For middle English (think Chaucer) then you'd struggle a bit. Vocabulary and grammar have changed a lot. Might have a few passages in the Canterbury Tales that make sense unaided, but in general, not really.
For early English (think Beowulf) ha ha, fat chance. Even scholars of early languages don't understand everything in it, there's a few words the meaning of which are lost, but in general about one word in fifty even looks familiar and it's probably a false friend.
So I'd probably put English at 'about 500 years old'.
How far back modern French speakers can understand French would be interesting. I can understand a fair amount of Latin from my knowledge of Spanish; and unlike eg. William the Bastard invading England and introducing a whole pile of new vocabulary, the French have the advantage of never having been invaded by the French ;-)
Some of Shakespeare's puns actually don't work unless one uses the pronunciations of his time period.
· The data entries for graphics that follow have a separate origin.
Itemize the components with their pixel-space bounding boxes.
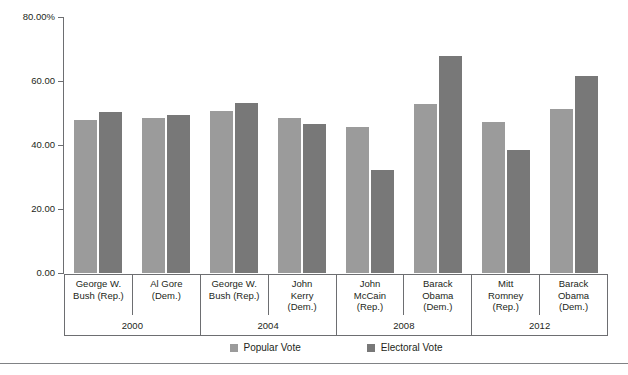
y-axis-tick-label-text: 80.00%: [1, 12, 55, 22]
year-label-cell: 2000: [65, 315, 201, 336]
bar-electoral-vote: [99, 112, 122, 273]
y-axis-tick-label: 60.00: [0, 76, 55, 86]
bar-popular-vote: [74, 120, 97, 273]
legend-item[interactable]: Popular Vote: [230, 342, 301, 354]
candidate-label-line: Romney: [488, 290, 523, 302]
bar-electoral-vote: [167, 115, 190, 273]
chart-legend: Popular VoteElectoral Vote: [64, 341, 608, 355]
bar-electoral-vote: [439, 56, 462, 273]
candidate-label-cell: BarackObama(Dem.): [540, 275, 607, 315]
legend-item[interactable]: Electoral Vote: [367, 342, 443, 354]
plot-wrapper: 0.0020.0040.0060.0080.00%: [0, 0, 628, 278]
bar-popular-vote: [414, 104, 437, 273]
candidate-label-line: McCain: [354, 290, 386, 302]
candidate-label-line: (Dem.): [150, 290, 182, 302]
bar-popular-vote: [482, 122, 505, 273]
candidate-label-line: (Dem.): [288, 301, 317, 313]
candidate-label-line: Kerry: [288, 290, 317, 302]
x-axis-label-table: George W.Bush (Rep.)Al Gore(Dem.)George …: [64, 274, 608, 336]
y-axis-tick-label: 80.00%: [0, 12, 55, 22]
candidate-label-line: (Dem.): [422, 301, 453, 313]
y-axis-tick-label: 0.00: [0, 268, 55, 278]
candidate-label-cell: BarackObama(Dem.): [404, 275, 472, 315]
candidate-label-line: Bush (Rep.): [209, 290, 260, 302]
candidate-label-cell: MittRomney(Rep.): [472, 275, 540, 315]
y-axis-tick-label: 40.00: [0, 140, 55, 150]
bar-electoral-vote: [235, 103, 258, 273]
bar-group: [200, 17, 268, 273]
bar-electoral-vote: [507, 150, 530, 273]
year-label-row: 2000200420082012: [65, 315, 607, 336]
bar-popular-vote: [210, 111, 233, 273]
year-label-cell: 2008: [337, 315, 473, 336]
candidate-label-line: Bush (Rep.): [73, 290, 124, 302]
y-axis-tick-label-text: 20.00: [1, 204, 55, 214]
year-label-cell: 2012: [472, 315, 607, 336]
candidate-label-row: George W.Bush (Rep.)Al Gore(Dem.)George …: [65, 275, 607, 315]
candidate-label-line: Barack: [422, 278, 453, 290]
legend-swatch-icon: [367, 344, 375, 352]
candidate-label-line: Mitt: [488, 278, 523, 290]
bar-group: [540, 17, 608, 273]
bar-group: [64, 17, 132, 273]
bar-popular-vote: [550, 109, 573, 273]
candidate-label-line: George W.: [73, 278, 124, 290]
candidate-label-line: Obama: [558, 290, 589, 302]
candidate-label-cell: JohnKerry(Dem.): [269, 275, 337, 315]
candidate-label-cell: George W.Bush (Rep.): [201, 275, 269, 315]
bar-group: [404, 17, 472, 273]
bar-popular-vote: [278, 118, 301, 273]
bar-chart: 0.0020.0040.0060.0080.00% George W.Bush …: [0, 0, 628, 375]
candidate-label-line: (Rep.): [354, 301, 386, 313]
y-axis-tick-label: 20.00: [0, 204, 55, 214]
candidate-label-line: Barack: [558, 278, 589, 290]
y-axis-tick-label-text: 60.00: [1, 76, 55, 86]
legend-label: Electoral Vote: [381, 342, 443, 354]
bar-electoral-vote: [575, 76, 598, 273]
candidate-label-cell: Al Gore(Dem.): [133, 275, 201, 315]
bar-popular-vote: [346, 127, 369, 273]
y-axis-tick-label-text: 40.00: [1, 140, 55, 150]
candidate-label-line: George W.: [209, 278, 260, 290]
bar-group: [268, 17, 336, 273]
legend-label: Popular Vote: [244, 342, 301, 354]
legend-swatch-icon: [230, 344, 238, 352]
candidate-label-line: John: [354, 278, 386, 290]
year-label-cell: 2004: [201, 315, 337, 336]
bar-group: [132, 17, 200, 273]
candidate-label-cell: George W.Bush (Rep.): [65, 275, 133, 315]
bar-popular-vote: [142, 118, 165, 273]
candidate-label-line: Obama: [422, 290, 453, 302]
bar-electoral-vote: [303, 124, 326, 273]
candidate-label-line: Al Gore: [150, 278, 182, 290]
candidate-label-line: John: [288, 278, 317, 290]
candidate-label-line: (Rep.): [488, 301, 523, 313]
y-axis-tick-label-text: 0.00: [1, 268, 55, 278]
bar-electoral-vote: [371, 170, 394, 273]
candidate-label-line: (Dem.): [558, 301, 589, 313]
bar-group: [336, 17, 404, 273]
plot-area: [64, 17, 608, 273]
bar-group: [472, 17, 540, 273]
bottom-divider: [0, 363, 628, 364]
candidate-label-cell: JohnMcCain(Rep.): [337, 275, 405, 315]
This is a very arbitrary way of looking at the problem and you won't see serious linguists claiming this sort of stuff. Latin branching off into a variety of languages and Old English not branching off doesn't change anything about the relationship between Latin and French as opposed to OE vs. Modern English. They're a "parent" and "child" language, and whehter they have any "siblings" is a consequence of their geographical distribution (occupy more space > changes in language not reaching all areas equally > divergence into dialects and languages). Besides, OE is also a parent of Scots, so you actually can't count it as an unambiguous ancestor of Modern English.
Comparing a district in Paris actively using Latin and English undergoing the vowel shift is mixing up internal and external linguistic phenomena.
All the stuff about Académie is not relevant for determining the identity of a language. Institutions tend to have only surface-level effect on language (spelling, prescribing some words, etc., hardly anything that can create or end a language).
Fair points, I’m not a linguist. I mostly was just going off the dates I could find for old-early-middle-modern periods for each language.
The end of the vowel shift was what seemed to separate early-modern from late-modern English, and the establishment of the academy marks the beginning of modern regulations on the French language. As such I thought those were good enough markers to compare the current versions with each other.
Anyway good point about old English also being the source of a language that isn’t English. And yeah I mean trying to gauge the age of a language is bound to be arbitrary since languages don’t abruptly change. Kind of a ship of Theseus situation. At what point did one language become another? Are they the same because we call them all English or are they different because old English and modern English don’t appear to be the same language?